Also seeOur short framework for action that any company should and can follow to contribute to the SDGs

Update: In January 2017 the Business and Sustainable Development Commission published a position paper on business’s role in sustainable development, Better Business, Better World. That position paper draws on a report authored by Shift and strongly supports our message that respect for human rights must be at the heart of any company’s efforts to contribute to the Sustainable Development Goals.

The UN Sustainable Development Goals (SDGs) are currently a big feature on global agendas — and they include a call to business to play a role in their implementation. Since the establishment of the SDGs, however, many companies have asked us what their connection is to the UN Guiding Principles on Business and Human Rights. Are the SDGs an alternative to or substitute for the Guiding Principles? Are they separate ideas with separate implementation needs?

The simple answer is no: contributing to the SDGs is neither a substitute for, nor unrelated to, implementation of the Guiding Principles. In fact, the two are interwoven in the same fabric. For business to realize its full contribution to sustainable development, it must put efforts to advance respect for human rights at the heart of its strategy.

When companies drive respect for human rights across their operations and value chains, they can have a sustained and large-scale positive impact on the lives of the people most desperately in need of development.

More clarification on the connection between the SDGs and the Guiding Principles is available in a November 2016 paper published by the Business and Sustainable Development Commission and authored by Shift. Its key points include:

  1. When talking about the “planet” part of sustainable development, companies focus above all on how they can reduce their negative impact on the environment, and the important positive outcomes that will generate. But when it comes to the “people” part, most companies dismiss discussions about reducing negative impacts as mere “compliance” and focus their energies on strategic philanthropy, social investment, shared value and similar efforts. 
  2. This misses the point about respect for human rights. When companies drive respect for human rights across their operations and value chains, they can have a sustained and large-scale positive impact on the lives of the people most desperately in need of development. “Diversity and inclusion” programs address problems of discrimination, yet we recognize the positive outcomes they bring for so many groups in the workplace and broader society. It’s no different when it comes to other human rights.
  3. Moreover, under the Guiding Principles all companies have a responsibility to use their influence to drive respect for human rights through their value chains. When we consider the millions of people working in and affected by those global supply chains, for whom abuses of their human rights are a barrier to even basic opportunities, we start to see the true potential for how every company, large and small, can make a major contribution to sustainable development.

In September 2016, I gave a webinar to the World Business Council for Sustainable Development about the connection between the SDGs and the Guiding Principles. See my explanation below.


What to produce: An exact reproduction of the entries is needed. Keep all pictures out of it.

Data records:
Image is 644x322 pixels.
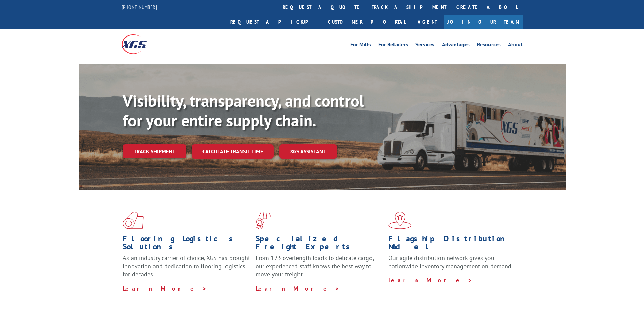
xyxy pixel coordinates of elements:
img: xgs-icon-total-supply-chain-intelligence-red [123,211,144,229]
a: Advantages [441,42,470,49]
a: [PHONE_NUMBER] [122,4,157,10]
a: Calculate transit time [191,144,274,159]
img: xgs-icon-flagship-distribution-model-red [388,211,411,229]
a: Resources [477,42,500,49]
a: For Retailers [378,42,408,49]
img: xgs-icon-focused-on-flooring-red [256,211,271,229]
span: Our agile distribution network gives you nationwide inventory management on demand. [388,254,513,270]
a: Learn More > [388,276,472,284]
span: As an industry carrier of choice, XGS has brought innovation and dedication to flooring logistics... [123,254,250,278]
a: Services [416,42,434,49]
a: Track shipment [123,144,186,158]
a: Learn More > [256,284,340,292]
a: Learn More > [123,284,207,292]
a: Request a pickup [225,15,323,29]
a: XGS ASSISTANT [279,144,337,159]
a: For Mills [350,42,371,49]
a: Customer Portal [323,15,411,29]
a: Join Our Team [444,15,523,29]
b: Visibility, transparency, and control for your entire supply chain. [123,90,364,131]
h1: Flooring Logistics Solutions [123,234,250,254]
a: About [508,42,523,49]
p: From 123 overlength loads to delicate cargo, our experienced staff knows the best way to move you... [256,254,383,284]
a: Agent [411,15,444,29]
h1: Flagship Distribution Model [388,234,516,254]
h1: Specialized Freight Experts [256,234,383,254]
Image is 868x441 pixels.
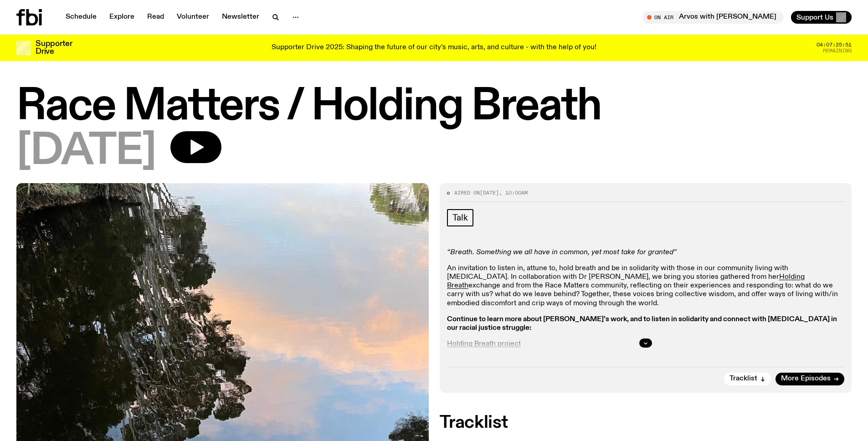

Solution:
Image is 644x322 pixels.
xyxy pixel coordinates of elements:
img: xgs-icon-total-supply-chain-intelligence-red [123,211,144,229]
a: Advantages [441,42,470,49]
a: [PHONE_NUMBER] [122,4,157,10]
a: Calculate transit time [191,144,274,159]
img: xgs-icon-flagship-distribution-model-red [388,211,411,229]
a: Resources [477,42,500,49]
a: For Retailers [378,42,408,49]
img: xgs-icon-focused-on-flooring-red [256,211,271,229]
span: Our agile distribution network gives you nationwide inventory management on demand. [388,254,513,270]
a: Learn More > [388,276,472,284]
span: As an industry carrier of choice, XGS has brought innovation and dedication to flooring logistics... [123,254,250,278]
a: Services [416,42,434,49]
a: Track shipment [123,144,186,158]
a: Learn More > [256,284,340,292]
a: Learn More > [123,284,207,292]
a: Request a pickup [225,15,323,29]
a: XGS ASSISTANT [279,144,337,159]
a: For Mills [350,42,371,49]
a: Customer Portal [323,15,411,29]
a: Join Our Team [444,15,523,29]
b: Visibility, transparency, and control for your entire supply chain. [123,90,364,131]
h1: Flooring Logistics Solutions [123,234,250,254]
a: About [508,42,523,49]
p: From 123 overlength loads to delicate cargo, our experienced staff knows the best way to move you... [256,254,383,284]
a: Agent [411,15,444,29]
h1: Flagship Distribution Model [388,234,516,254]
h1: Specialized Freight Experts [256,234,383,254]
Image is 868x441 pixels.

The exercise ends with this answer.